Tight Approximation Bounds for Maximum Multi-Coverage
Abstract
In the classic maximum coverage problem, we are given subsets T1, …, Tm of a universe [n] along with an integer k and the objective is to find a subset S ⊂eq [m] of size k that maximizes C(S) := |i ∈ S Ti|. It is well-known that the greedy algorithm for this problem achieves an approximation ratio of (1-e-1) and there is a matching inapproximability result. We note that in the maximum coverage problem if an element e ∈ [n] is covered by several sets, it is still counted only once. By contrast, if we change the problem and count each element e as many times as it is covered, then we obtain a linear objective function, C(∞)(S) = Σi ∈ S |Ti|, which can be easily maximized under a cardinality constraint. We study the maximum -multi-coverage problem which naturally interpolates between these two extremes. In this problem, an element can be counted up to times but no more; hence, we consider maximizing the function C()(S) = Σe ∈ [n] \, |\i ∈ S : e ∈ Ti\| \, subject to the constraint |S| ≤ k. Note that the case of = 1 corresponds to the standard maximum coverage setting and = ∞ gives us a linear objective. We develop an efficient approximation algorithm that achieves an approximation ratio of 1 - e-! for the -multi-coverage problem. In particular, when = 2, this factor is 1-2e-2 ≈ 0.73 and as grows the approximation ratio behaves as 1 - 12π . We also prove that this approximation ratio is tight, i.e., establish a matching hardness-of-approximation result, under the Unique Games Conjecture.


## TASK STATEMENT
Every record below is to be retyped exactly, with any pictures left out.

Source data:
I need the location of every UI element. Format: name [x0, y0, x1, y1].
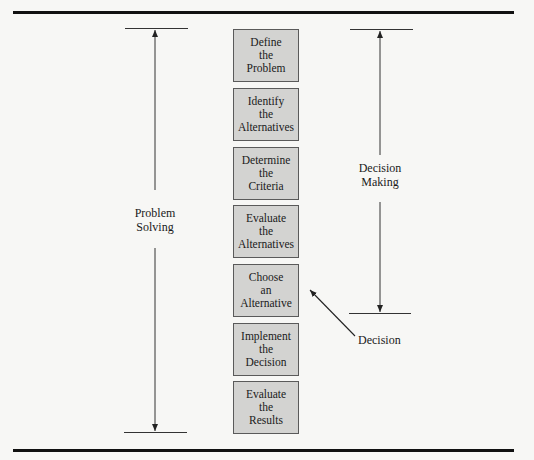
decision-making-label: Decision Making — [352, 161, 408, 189]
step-identify-alternatives: Identify the Alternatives — [233, 88, 299, 141]
step-evaluate-alternatives: Evaluate the Alternatives — [233, 205, 299, 258]
step-choose-alternative: Choose an Alternative — [233, 264, 299, 317]
step-determine-criteria: Determine the Criteria — [233, 147, 299, 200]
problem-solving-label: Problem Solving — [128, 206, 182, 234]
step-label: Evaluate the Alternatives — [238, 212, 294, 251]
decision-callout-arrow — [310, 290, 355, 336]
step-implement-decision: Implement the Decision — [233, 323, 299, 376]
step-define-problem: Define the Problem — [233, 29, 299, 82]
step-label: Determine the Criteria — [242, 154, 291, 193]
step-label: Identify the Alternatives — [238, 95, 294, 134]
step-label: Evaluate the Results — [246, 388, 286, 427]
step-label: Implement the Decision — [241, 330, 291, 369]
step-evaluate-results: Evaluate the Results — [233, 381, 299, 434]
step-label: Define the Problem — [247, 36, 286, 75]
decision-callout-label: Decision — [358, 333, 408, 347]
step-label: Choose an Alternative — [240, 271, 292, 310]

## TASK OUTPUT
I need the location of every UI element. Format: name [x0, y0, x1, y1].
decision-making-label: Decision Making — [352, 161, 408, 189]
step-identify-alternatives: Identify the Alternatives — [233, 88, 299, 141]
step-evaluate-alternatives: Evaluate the Alternatives — [233, 205, 299, 258]
step-choose-alternative: Choose an Alternative — [233, 264, 299, 317]
step-determine-criteria: Determine the Criteria — [233, 147, 299, 200]
problem-solving-label: Problem Solving — [128, 206, 182, 234]
step-label: Evaluate the Alternatives — [238, 212, 294, 251]
decision-callout-arrow — [310, 290, 355, 336]
step-implement-decision: Implement the Decision — [233, 323, 299, 376]
step-define-problem: Define the Problem — [233, 29, 299, 82]
step-label: Determine the Criteria — [242, 154, 291, 193]
step-label: Identify the Alternatives — [238, 95, 294, 134]
step-label: Evaluate the Results — [246, 388, 286, 427]
step-label: Implement the Decision — [241, 330, 291, 369]
step-evaluate-results: Evaluate the Results — [233, 381, 299, 434]
step-label: Define the Problem — [247, 36, 286, 75]
decision-callout-label: Decision — [358, 333, 408, 347]
step-label: Choose an Alternative — [240, 271, 292, 310]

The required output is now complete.